The below image shows how it looks when modeled with Juju.

Units and Scaling out

You may have noticed that I didn’t mention units in the service sections.

Units are maybe the only item in the language that speaks to a more technical audience. Units are the expression of scale. A service may run on 1000 nodes or just 2. In the Juju GUI, units are not represented.

You might also have noticed I didn’t talk about the red “Z” icon. That is how those solutions incorporate dynamic auto-scaling. Z stands for Zabbix, a monitoring service. Zabbix is smart enough to understand that the services it monitors are in good shape or under heavy load. In the latter case, it will tell Juju to scale out the service or add units.
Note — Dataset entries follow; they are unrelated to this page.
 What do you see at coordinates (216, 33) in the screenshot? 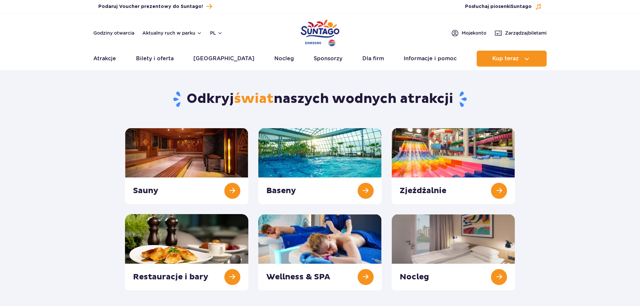
I see `button: pl` at bounding box center [216, 33].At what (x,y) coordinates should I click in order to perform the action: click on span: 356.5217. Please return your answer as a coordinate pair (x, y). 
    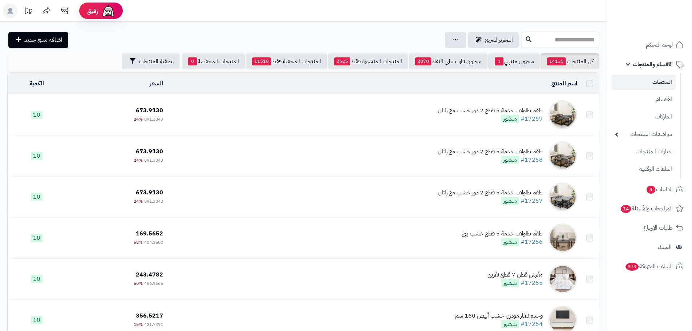
    Looking at the image, I should click on (149, 316).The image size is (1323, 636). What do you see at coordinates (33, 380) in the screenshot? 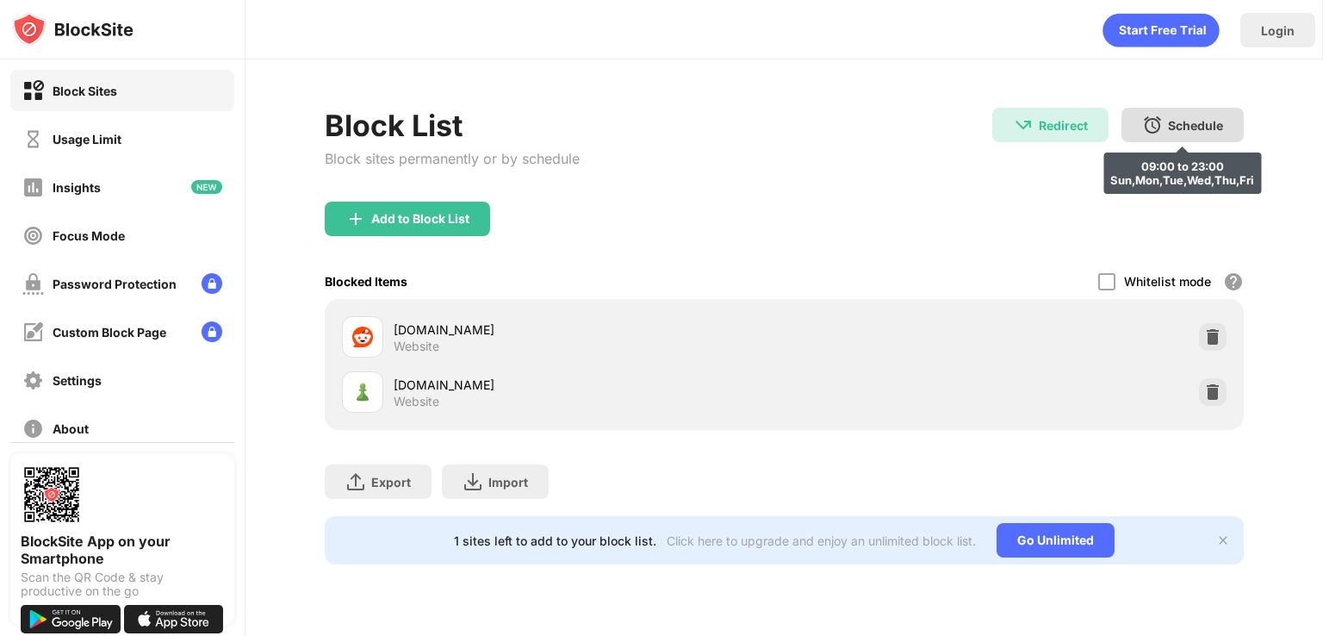
I see `img: settings-off.svg` at bounding box center [33, 380]. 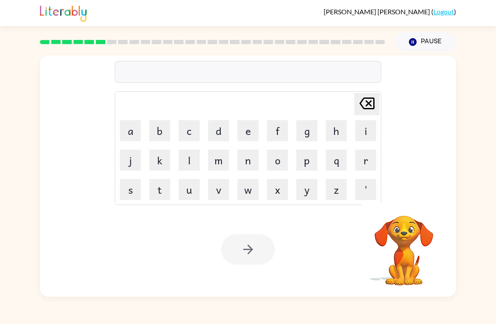 What do you see at coordinates (366, 160) in the screenshot?
I see `button: r` at bounding box center [366, 160].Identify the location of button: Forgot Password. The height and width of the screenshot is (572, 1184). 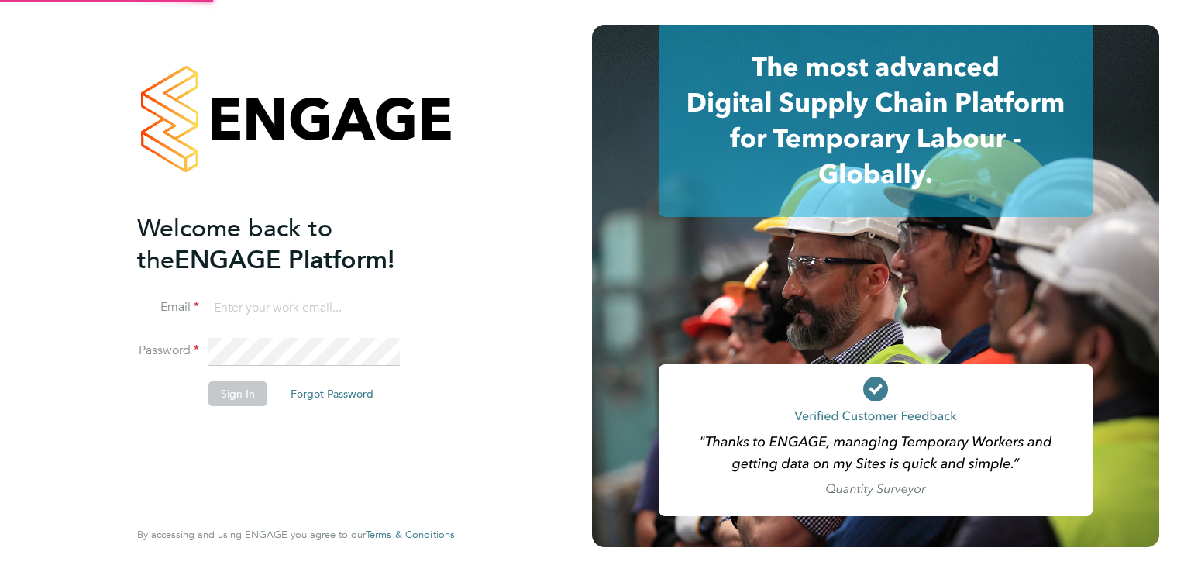
(332, 393).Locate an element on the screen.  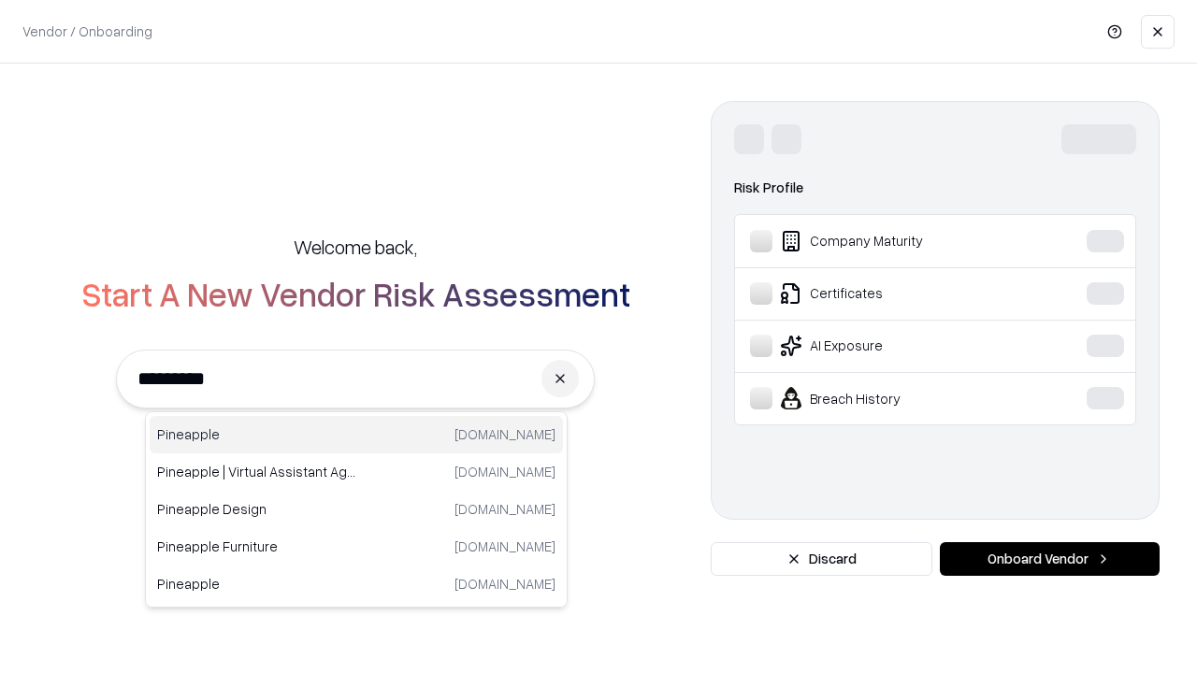
div: Suggestions is located at coordinates (356, 510).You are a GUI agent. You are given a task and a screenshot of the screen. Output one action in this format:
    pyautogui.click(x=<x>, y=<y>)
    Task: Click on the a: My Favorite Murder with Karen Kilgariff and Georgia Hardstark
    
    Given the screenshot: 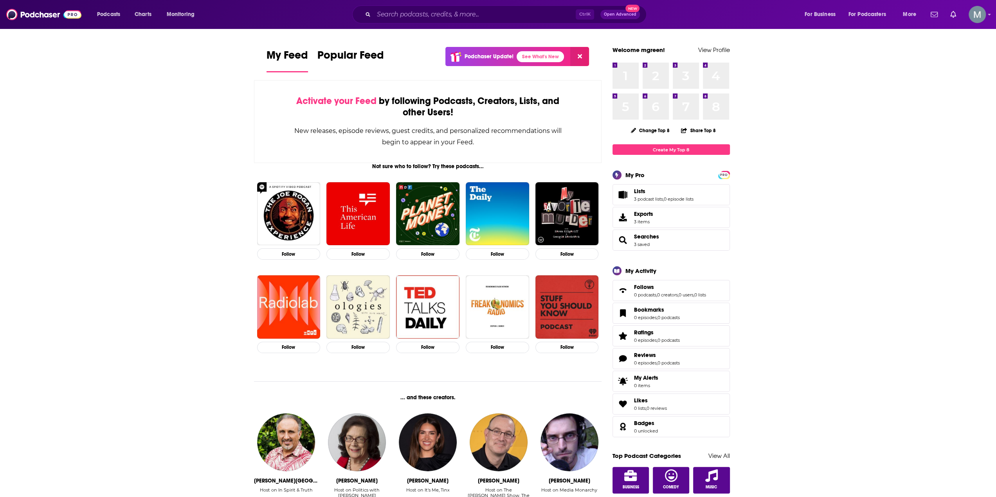 What is the action you would take?
    pyautogui.click(x=567, y=214)
    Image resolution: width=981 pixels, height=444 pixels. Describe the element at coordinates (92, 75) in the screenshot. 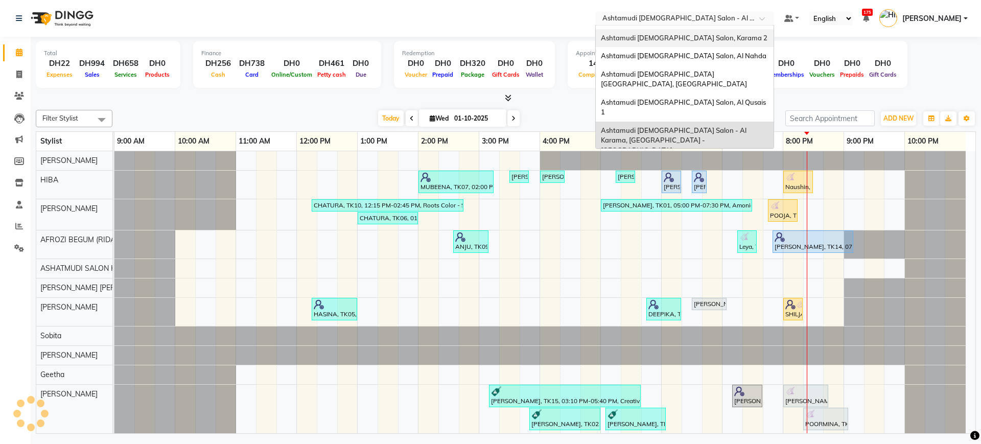

I see `span: Sales` at that location.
If the load is very low, it will tell Juju to scale in, until the demand is there.

What Happened?

In this post, we showed how a complex business application can be broken down into a limited set of Services, talking together through standard Relations.

We then sub-divided each service into micro-services and put together a complete architecture answering the application requirements.

Next we replaced a third of the application components with others without changing a single line of code in the rest of the infrastructure.

Finally we showed how each service can be monitored and scaled out/in independently of the others.

We did all that with Juju, a universal modeling language developed by Canonical.

Conclusion

In many projects I have been involved in and regardless of how technical or business oriented my role was, building the dictionary and vocabulary of the application was an important step and a key to the success (or failure) of the project. While it is manageable to share a language in small teams it is challenging at scale.

Juju is a form of universal modeling language. The concept of ‘Service’ speaks to the Business owner as much as to the Devs or Ops. ‘Relation’ is a common word we use to define how two objects interact. ‘Units’ encompass the notion of atomicity.

Together, and despite their apparent obviousness, they form a powerful abstraction – a universal vision of applications.

We see Juju adoption rising quickly as the language spreads. As a consequence the charm ecosystem grows offering an exponential number of options to end users. For application developers and System Integrators adopting Juju it’s like creating their first iPhone application. We’re being revolutionizing the creation and consumption of applications.